Aging Parents: Growing Older, Growing Invisible

Today I reached max capacity.  After over three months of my Dad being in some or other sort of medical crisis, I wept on the kitchen floor, no longer able to hold it in, as my two sons played and laughed right beside me, looking at me like I was some sort of zoo exhibit, uncertain what to do with Mom losing her cool.  Poor kiddos.

The doing and the busywork of caregiving was no longer enough to keep the feelings at bay.  I knew they would come out eventually and today was that day.  What finally got to me was seeing my Dad work so hard to get out of bed — really focusing and using every bit of muscle and reserve in him just to stand up and get out of bed, and in the midst of that, having a CNA, just going about her business, trying to remove his IV while he was in the middle of this struggle.

I wanted to jump across the bed and throttle that girl.  I didn’t, but I wanted to. Instead, I took a deep breath and calmly asked the CNA if she could wait a few minutes so my Dad could focus on his much needed therapy.  If I could see that he needed to focus and that too much stimulation from too many directions might be just enough to send him back to bed, why couldn’t she?

On the drive home, I was a mess.  My nine years as a social worker in a retirement community came splashing back to me.  Specifically, the monthly caregiver support groups I facilitated.  God.  How very little I knew then.  I would sit at a table with eight to twelve caregivers, typically spouses or adult children, of someone living in our nursing home section.

They had so many complaints, these caregivers.

I remember the push-pull of wanting to address their service complaints, but also encouraging them to cope with the emotional impact of caring for someone they love, seeing someone they love weaken and diminish despite their best efforts.  Pffft.  My guess is they might have wanted to jump across the table and throttle me.  If I could reach back in time, I would throttle myself.

The truth is, sometimes care sucks.

Sometimes a hospital is going to sit on test results for twelve days, while your Dad worsens each of those days, losing the ability to walk and talk before they act.
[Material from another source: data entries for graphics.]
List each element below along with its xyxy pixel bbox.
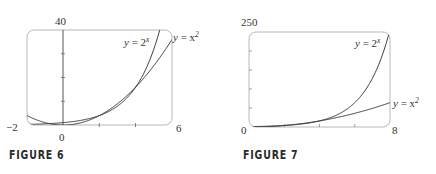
label-x-squared: y = x2 (392, 96, 419, 109)
x-max-label: 6 (176, 122, 182, 134)
figure-7-caption: FIGURE 7 (243, 148, 298, 162)
label-2-pow-x: y = 2x (123, 35, 150, 48)
plot-frame (27, 30, 172, 125)
curve-x-squared (249, 103, 390, 127)
curve-x-squared (27, 40, 172, 126)
figure-6: 40 −2 6 0 y = 2x y = x2 FIGURE 6 (0, 0, 218, 174)
figure-6-caption: FIGURE 6 (9, 148, 64, 162)
figure-7: 250 0 8 y = 2x y = x2 FIGURE 7 (218, 0, 436, 174)
x-min-label: 0 (241, 124, 247, 136)
x-min-label: −2 (6, 121, 18, 133)
label-2-pow-x: y = 2x (354, 36, 381, 49)
origin-label: 0 (59, 131, 65, 143)
x-max-label: 8 (392, 124, 398, 136)
y-max-label: 40 (55, 15, 67, 27)
y-max-label: 250 (241, 16, 258, 28)
curve-2-pow-x (27, 0, 172, 124)
label-x-squared: y = x2 (172, 30, 199, 43)
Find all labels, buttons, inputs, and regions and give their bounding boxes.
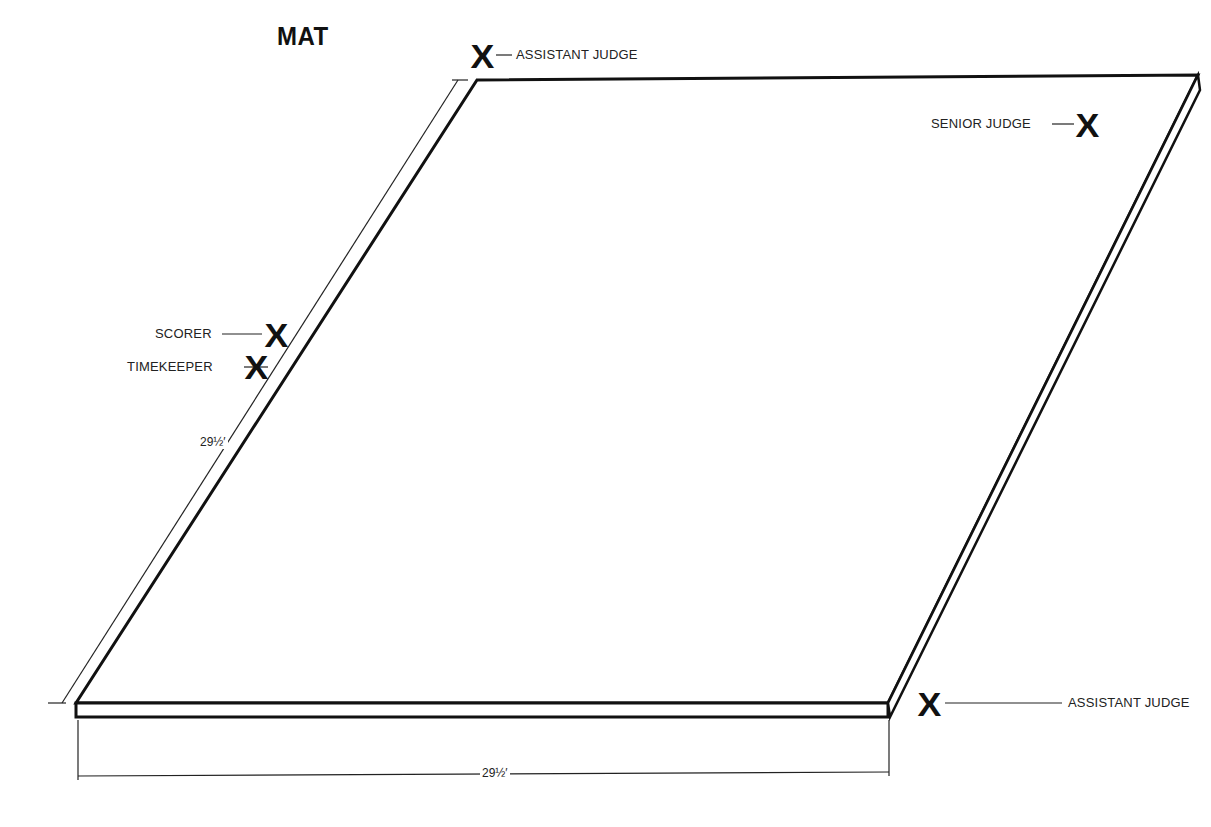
side-dimension-label: 29½′: [198, 435, 228, 449]
mat-top-surface: [76, 75, 1198, 703]
assistant-judge-top-label: ASSISTANT JUDGE: [516, 47, 638, 62]
scorer-label: SCORER: [155, 326, 212, 341]
bottom-dimension-label: 29½′: [480, 766, 510, 780]
diagram-title: MAT: [277, 21, 329, 52]
senior-judge-label: SENIOR JUDGE: [931, 116, 1031, 131]
timekeeper-marker: X: [244, 350, 268, 384]
mat-front-edge: [76, 703, 888, 717]
timekeeper-label: TIMEKEEPER: [127, 359, 213, 374]
assistant-judge-bottom-marker: X: [917, 687, 941, 721]
senior-judge-marker: X: [1075, 108, 1099, 142]
assistant-judge-top-marker: X: [470, 39, 494, 73]
assistant-judge-bottom-label: ASSISTANT JUDGE: [1068, 695, 1190, 710]
scorer-marker: X: [264, 318, 288, 352]
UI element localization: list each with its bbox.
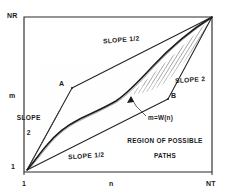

Sometimes (this has happened twice in two months now), a med tech will shave off your father’s moustache and goatee without his permission, so that he doesn’t recognize himself the next time he looks in the mirror.  Sometimes a nurse will ask why your father doesn’t go to karaoke just days after losing his home, identity, and independence.

It’s enough to make you want to scream.  And if it’s hard for me, I truly cannot begin to imagine how much this hurts my father.  My lion of a father, my force of nature dad, is becoming invisible.  It’s as if the great eraser in the sky has started the work of removing him, bit by bit.

The hardest part — the thing that had me reeling on the kitchen floor this afternoon — was knowing how aware my Dad is of his decline.  He feels his growing invisibility, he knows it is happening, and he believes there is nothing he can do to stop it.

My Dad is not invisible.  I see him so clearly.  I wish everyone did.